Former President Trump first saw RFK, Jr’s potential as a foil to President Biden’s re-election bid when Junior embraced some of the same anti-vaccination conspiracy theories Trump did.  RFK, Jr. started making unsupported claims that vaccines cause autism and that Covid was cooked up by the Chinese to target Blacks and Caucasians. He went further claiming that the Covid vaccines killed more people that they saved.

RFK, Jr’s 2021 book, “The Real Anthony Fauci,” accused Dr.  Fauci of all manner of abuses with respect to the Covid pandemic and the vaccines developed to combat it, echoing claims by the former president.

Some in the MAGA conspiracy have rallied to RFK, Jr’s flag and pumped large sums into his SuperPac in hopes that the Kennedy name will draw votes away from President Biden come November.

Timothy Mellon, heir to the Mellon Bank family fortune and a top Trump donor, donated $20 million to RFK, Jr’s PAC. The same PAC that supports MAGA sycophant Marjorie Taylor Green is supporting RFK, Jr’s campaign.

If one needs further proof that the MAGA crowd is in bed with RFK,Jr., look at the recent speech by his self-proclaimed New York campaign director, Rita Palmer, to local Republicans. She told them that Kennedy needed to get on the ballot in New York to take votes from Biden so Trump could win the historically Democratic state. She stated her number one priority was to get rid of Biden. She urged the GOP to help get signatures to get Kennedy on the ballot there and in Pennsylvania.

If this unholy alliance does not convince you to stay away from RFK, Jr’s campaign, consider that most of the current Kennedy clan supports President Biden’s re-election and they have specifically and forcefully condemned RFK, Jr’s candidacy. 50 Kennedys took part in a White House photo on St. Patrick’s Day showing their support for Biden.

There is more to RFK, Jr’s unhinged world. He issued statements claiming that those who participated in the January 6th insurrection at the US Capitol were merely “activists” who had been “stripped of their constitutional liberties” and their prosecutions may have been “politically motivated.” He questioned the clear evidence that Sirhan Sirhan killed his father and claimed that the CIA was involved in the JFK assassination. Without offering significant support, RFK, Jr.  has opined that environmental chemicals are responsible for gender dysphoria leading to transgender people.

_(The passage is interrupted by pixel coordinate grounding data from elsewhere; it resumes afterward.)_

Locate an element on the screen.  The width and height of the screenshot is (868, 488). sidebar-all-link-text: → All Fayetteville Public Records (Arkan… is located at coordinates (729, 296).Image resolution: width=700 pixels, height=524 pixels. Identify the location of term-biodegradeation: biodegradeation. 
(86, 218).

Even if you are disaffected by President Biden, Robert F. Kennedy, Jr. has no place in American political life given his conspiracy theory driven positions and his delusional beliefs. Trading on his famous family name should not convince voters to cast ballots for him and take votes away from President Biden. Those of us who lived with his famous father and brother in public life know RFK, Jr.  is no true Kennedy.